问题
> cat .\foo.txt
abc
> cat .\foo.txt | md5sum
c13b6afecf97ea6b38d21a8f5167fa1e *-
> md5sum foo.txt
b79545611b3be30f90a0d21ef69bca82 *foo.txt
cat
and md5sum
are the unix port (from the Windows Git distribution).
This is a toy example for my real use case which is piping of a binary data to a legacy python script that I can't change. Because of the pipe doing encoding, the binary file becomes corrupted.
I tried changing $OutputEncoding
, [Console]::OutputEncoding
and using chcp
, all didn't help (but maybe I was not doing it right, this is all very convoluted...).

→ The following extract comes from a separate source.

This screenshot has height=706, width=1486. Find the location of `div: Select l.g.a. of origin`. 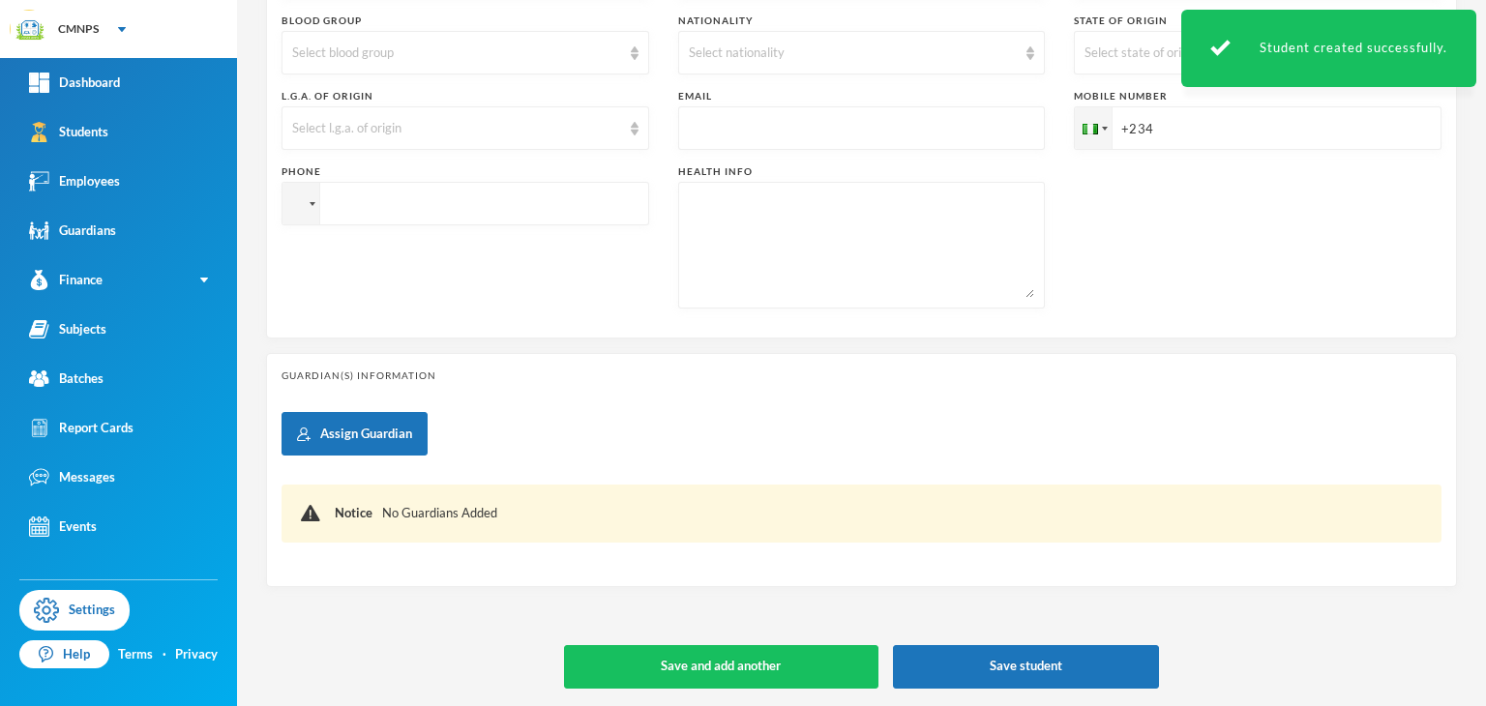

div: Select l.g.a. of origin is located at coordinates (456, 129).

The utility in PowerShell's pipe adds linefeed doesn't work for me because of how it handles the process arguments (I need to pass some argument to the legacy script and some need to be quoted, but the utility accepts all arguments as one string)
The optimal solution for me to somehow tell powershell to turn off encoding completely and just behave as unix/cmd.
回答1:
There is no way around it, except to use cmd
to run the commands including the pipe:
cmd /c cat.exe .\foo.txt "|" md5sum
Note the pipe character is quoted, so it is interpreted by cmd and not powershell.
回答2:
If you're using the Get-Content
cmdlet, then follow the recommendation given at https://technet.microsoft.com/en-us/library/hh847788.aspx for dealing with binary data:
When reading from and writing to binary files, use a value of Byte for the Encoding dynamic parameter and a value of 0 for the ReadCount parameter.
Regardless of whether or not you're using Get-Content
, you'll probably want to avoid ever having your data represented as a String
. The String
type is designed for character data, and doesn't do well for handling binary data.